Making A Model
September 23, 2019
This year at HHS, a new club has been made. No it’s not the returning chess club or Bruce coming back to do Nerd Herd, though it would be nice, this club is the Model Kit Club. Originally called the Gunpla Club, for what the main models (Gundams) are called, it was created for us lovers of doing model kits. The main purpose of this club is for the members to show their skills of making a model, doing wacky or cool poses with them, and if they ever wanted to, a personal custom version of the kit.
The Model Kit Club has very few members. They’re currently at 6 student members and Ms. Wolfe, another member of our club. Samuel Mansi, our club leader, created this club with Mr. Douglass who has helped set this up for him and the rest of us alike. Samuel originally made the club for veterans of model kit builders to help him and give tips. He didn’t expect it to be as somewhat big as it is.
The club meets every Thursday in the library. They get their models out, get their tools too, and start building. Samuel and his mother have helped out the club by getting the main tools, the clippers or nippers, and some tools to help them steadily place the dreaded stickers. One member of our club, Alex Hall, is very much a veteran of this. He has built a number of models and his house has at the very least 2 rooms full of Gundams.
“Even though the club meets on Thursdays, we can still work on our models as long as we ask Mr. Douglass” Samuel has said. It is nice working on a kit every once in awhile, but when you’re tight on time it does get kinda frustrating. For a beginner, like many people of the school, a model could take up to three or four hours to complete. For Alex Hall, it could take him one or two hours.
There are many versions of a kit as mentioned above with the High Grade or HG. There’s SD or Super Deformed, HG or High Grade, RG or Real Grade, MG or Master Grade, and PG or Perfect Grade. Each size variant differs with detail, complexity, and of course size. The hardest but most beautiful ones are PGs. You have a lot of articulation in these ones of course a lot of time is needed. MGs are a little smaller than a PG, but they are still very detailed. Everything below gets smaller and lose a bit of very small details, but they are fun to pose and/or customize.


| Problem details |
Leave out the pictures and set down the rest of the listing below word for word.

| Records for this task |
%%

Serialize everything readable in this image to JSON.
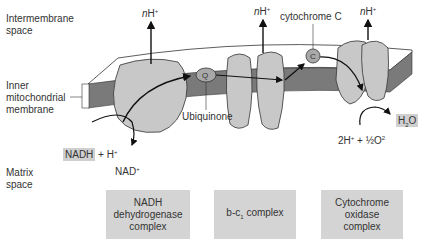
{
  "regions": {
    "intermembrane": [
      "Intermembrane",
      "space"
    ],
    "inner_membrane": [
      "Inner",
      "mitochondrial",
      "membrane"
    ],
    "matrix": [
      "Matrix",
      "space"
    ]
  },
  "proton_labels": {
    "n": "n",
    "h": "H",
    "sup": "+"
  },
  "carriers": {
    "ubiquinone_symbol": "Q",
    "ubiquinone_label": "Ubiquinone",
    "cytochrome_symbol": "C",
    "cytochrome_label": "cytochrome C"
  },
  "reactions": {
    "nadh": "NADH",
    "nadh_rest": "+ H+",
    "nad": "NAD+",
    "water": "H2O",
    "oxygen": "2H+ + ½O2"
  },
  "complexes": [
    {
      "name": "NADH dehydrogenase complex",
      "lines": [
        "NADH",
        "dehydrogenase",
        "complex"
      ]
    },
    {
      "name": "b-c1 complex",
      "lines": [
        "b-c",
        "1",
        " complex"
      ]
    },
    {
      "name": "Cytochrome oxidase complex",
      "lines": [
        "Cytochrome",
        "oxidase",
        "complex"
      ]
    }
  ],
  "colors": {
    "membrane": "#777777",
    "protein": "#c8c8c8",
    "box": "#d4d4d4"
  }
}
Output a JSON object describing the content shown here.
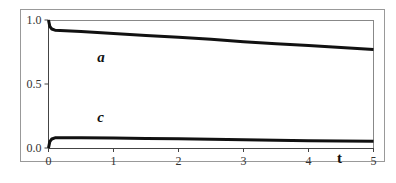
{
  "chart_data": {
    "type": "line",
    "title": "",
    "xlabel": "t",
    "ylabel": "",
    "xlim": [
      0,
      5
    ],
    "ylim": [
      0,
      1
    ],
    "x_ticks": [
      "0",
      "1",
      "2",
      "3",
      "4",
      "5"
    ],
    "y_ticks": [
      "0.0",
      "0.5",
      "1.0"
    ],
    "grid": false,
    "legend": "none (inline curve labels)",
    "series": [
      {
        "name": "a",
        "label_position": {
          "t": 0.75,
          "value": 0.67
        },
        "x": [
          0,
          0.02,
          0.05,
          0.1,
          0.5,
          1,
          1.5,
          2,
          2.5,
          3,
          3.5,
          4,
          4.5,
          5
        ],
        "values": [
          1.0,
          0.95,
          0.93,
          0.92,
          0.91,
          0.895,
          0.88,
          0.865,
          0.85,
          0.83,
          0.815,
          0.8,
          0.785,
          0.77
        ]
      },
      {
        "name": "c",
        "label_position": {
          "t": 0.75,
          "value": 0.2
        },
        "x": [
          0,
          0.02,
          0.05,
          0.1,
          0.5,
          1,
          1.5,
          2,
          2.5,
          3,
          3.5,
          4,
          4.5,
          5
        ],
        "values": [
          0.0,
          0.05,
          0.07,
          0.08,
          0.08,
          0.078,
          0.075,
          0.072,
          0.068,
          0.064,
          0.06,
          0.057,
          0.054,
          0.052
        ]
      }
    ]
  },
  "labels": {
    "x_axis_title": "t",
    "series_a": "a",
    "series_c": "c"
  },
  "colors": {
    "line": "#111111",
    "frame": "#888888",
    "axis": "#555555"
  }
}
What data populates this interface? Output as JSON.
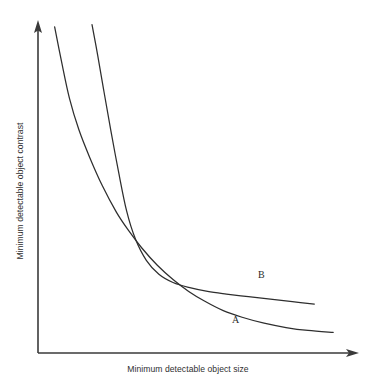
{
  "chart_data": {
    "type": "line",
    "title": "",
    "subtitle": "",
    "xlabel": "Minimum detectable object size",
    "ylabel": "Minimum detectable object contrast",
    "grid": false,
    "legend_position": "inline-annotations",
    "axes": {
      "x_arrow": true,
      "y_arrow": true,
      "x_tick_labels": [],
      "y_tick_labels": [],
      "xlim": [
        0,
        1
      ],
      "ylim": [
        0,
        1
      ],
      "note": "Schematic axes, unitless and untick-labeled; both axes drawn as arrows increasing rightward and upward."
    },
    "annotations": [
      {
        "name": "curve-a-label",
        "text": "A",
        "x": 0.62,
        "y": 0.09
      },
      {
        "name": "curve-b-label",
        "text": "B",
        "x": 0.7,
        "y": 0.23
      }
    ],
    "series": [
      {
        "name": "A",
        "label": "A",
        "color": "#2e2e2e",
        "description": "Hyperbolic decay curve; starts high and far left, falls steeply, crosses curve B, then flattens to the lowest asymptote.",
        "x": [
          0.053,
          0.075,
          0.1,
          0.13,
          0.165,
          0.205,
          0.25,
          0.29,
          0.33,
          0.38,
          0.43,
          0.48,
          0.53,
          0.59,
          0.65,
          0.72,
          0.79,
          0.86,
          0.94
        ],
        "y": [
          0.985,
          0.88,
          0.77,
          0.675,
          0.59,
          0.505,
          0.425,
          0.368,
          0.318,
          0.265,
          0.222,
          0.186,
          0.157,
          0.128,
          0.108,
          0.09,
          0.077,
          0.068,
          0.062
        ]
      },
      {
        "name": "B",
        "label": "B",
        "color": "#2e2e2e",
        "description": "Steeper hyperbolic decay starting further right; crosses curve A near x=0.29 then flattens to a higher asymptote than A, declining slowly.",
        "x": [
          0.172,
          0.19,
          0.21,
          0.232,
          0.256,
          0.282,
          0.31,
          0.345,
          0.385,
          0.43,
          0.48,
          0.54,
          0.6,
          0.67,
          0.74,
          0.81,
          0.88
        ],
        "y": [
          0.992,
          0.9,
          0.79,
          0.672,
          0.55,
          0.43,
          0.345,
          0.28,
          0.238,
          0.213,
          0.198,
          0.186,
          0.178,
          0.17,
          0.163,
          0.155,
          0.148
        ]
      }
    ]
  },
  "figure": {
    "background_color": "#ffffff",
    "axis_color": "#3a3a3a",
    "curve_color": "#2e2e2e",
    "text_color": "#2f2f2f"
  }
}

%%

| Task solution |
Serialize everything readable in this image to JSON.
{
  "regions": {
    "intermembrane": [
      "Intermembrane",
      "space"
    ],
    "inner_membrane": [
      "Inner",
      "mitochondrial",
      "membrane"
    ],
    "matrix": [
      "Matrix",
      "space"
    ]
  },
  "proton_labels": {
    "n": "n",
    "h": "H",
    "sup": "+"
  },
  "carriers": {
    "ubiquinone_symbol": "Q",
    "ubiquinone_label": "Ubiquinone",
    "cytochrome_symbol": "C",
    "cytochrome_label": "cytochrome C"
  },
  "reactions": {
    "nadh": "NADH",
    "nadh_rest": "+ H+",
    "nad": "NAD+",
    "water": "H2O",
    "oxygen": "2H+ + ½O2"
  },
  "complexes": [
    {
      "name": "NADH dehydrogenase complex",
      "lines": [
        "NADH",
        "dehydrogenase",
        "complex"
      ]
    },
    {
      "name": "b-c1 complex",
      "lines": [
        "b-c",
        "1",
        " complex"
      ]
    },
    {
      "name": "Cytochrome oxidase complex",
      "lines": [
        "Cytochrome",
        "oxidase",
        "complex"
      ]
    }
  ],
  "colors": {
    "membrane": "#777777",
    "protein": "#c8c8c8",
    "box": "#d4d4d4"
  }
}
Output a JSON object describing the content shown here.
{
  "chart_data": {
    "type": "line",
    "title": "",
    "xlabel": "t",
    "ylabel": "",
    "xlim": [
      0,
      5
    ],
    "ylim": [
      0,
      1
    ],
    "x_ticks": [
      "0",
      "1",
      "2",
      "3",
      "4",
      "5"
    ],
    "y_ticks": [
      "0.0",
      "0.5",
      "1.0"
    ],
    "grid": false,
    "legend": "none (inline curve labels)",
    "series": [
      {
        "name": "a",
        "label_position": {
          "t": 0.75,
          "value": 0.67
        },
        "x": [
          0,
          0.02,
          0.05,
          0.1,
          0.5,
          1,
          1.5,
          2,
          2.5,
          3,
          3.5,
          4,
          4.5,
          5
        ],
        "values": [
          1.0,
          0.95,
          0.93,
          0.92,
          0.91,
          0.895,
          0.88,
          0.865,
          0.85,
          0.83,
          0.815,
          0.8,
          0.785,
          0.77
        ]
      },
      {
        "name": "c",
        "label_position": {
          "t": 0.75,
          "value": 0.2
        },
        "x": [
          0,
          0.02,
          0.05,
          0.1,
          0.5,
          1,
          1.5,
          2,
          2.5,
          3,
          3.5,
          4,
          4.5,
          5
        ],
        "values": [
          0.0,
          0.05,
          0.07,
          0.08,
          0.08,
          0.078,
          0.075,
          0.072,
          0.068,
          0.064,
          0.06,
          0.057,
          0.054,
          0.052
        ]
      }
    ]
  },
  "labels": {
    "x_axis_title": "t",
    "series_a": "a",
    "series_c": "c"
  },
  "colors": {
    "line": "#111111",
    "frame": "#888888",
    "axis": "#555555"
  }
}
What data populates this interface? Output as JSON.
{
  "chart_data": {
    "type": "line",
    "title": "",
    "subtitle": "",
    "xlabel": "Minimum detectable object size",
    "ylabel": "Minimum detectable object contrast",
    "grid": false,
    "legend_position": "inline-annotations",
    "axes": {
      "x_arrow": true,
      "y_arrow": true,
      "x_tick_labels": [],
      "y_tick_labels": [],
      "xlim": [
        0,
        1
      ],
      "ylim": [
        0,
        1
      ],
      "note": "Schematic axes, unitless and untick-labeled; both axes drawn as arrows increasing rightward and upward."
    },
    "annotations": [
      {
        "name": "curve-a-label",
        "text": "A",
        "x": 0.62,
        "y": 0.09
      },
      {
        "name": "curve-b-label",
        "text": "B",
        "x": 0.7,
        "y": 0.23
      }
    ],
    "series": [
      {
        "name": "A",
        "label": "A",
        "color": "#2e2e2e",
        "description": "Hyperbolic decay curve; starts high and far left, falls steeply, crosses curve B, then flattens to the lowest asymptote.",
        "x": [
          0.053,
          0.075,
          0.1,
          0.13,
          0.165,
          0.205,
          0.25,
          0.29,
          0.33,
          0.38,
          0.43,
          0.48,
          0.53,
          0.59,
          0.65,
          0.72,
          0.79,
          0.86,
          0.94
        ],
        "y": [
          0.985,
          0.88,
          0.77,
          0.675,
          0.59,
          0.505,
          0.425,
          0.368,
          0.318,
          0.265,
          0.222,
          0.186,
          0.157,
          0.128,
          0.108,
          0.09,
          0.077,
          0.068,
          0.062
        ]
      },
      {
        "name": "B",
        "label": "B",
        "color": "#2e2e2e",
        "description": "Steeper hyperbolic decay starting further right; crosses curve A near x=0.29 then flattens to a higher asymptote than A, declining slowly.",
        "x": [
          0.172,
          0.19,
          0.21,
          0.232,
          0.256,
          0.282,
          0.31,
          0.345,
          0.385,
          0.43,
          0.48,
          0.54,
          0.6,
          0.67,
          0.74,
          0.81,
          0.88
        ],
        "y": [
          0.992,
          0.9,
          0.79,
          0.672,
          0.55,
          0.43,
          0.345,
          0.28,
          0.238,
          0.213,
          0.198,
          0.186,
          0.178,
          0.17,
          0.163,
          0.155,
          0.148
        ]
      }
    ]
  },
  "figure": {
    "background_color": "#ffffff",
    "axis_color": "#3a3a3a",
    "curve_color": "#2e2e2e",
    "text_color": "#2f2f2f"
  }
}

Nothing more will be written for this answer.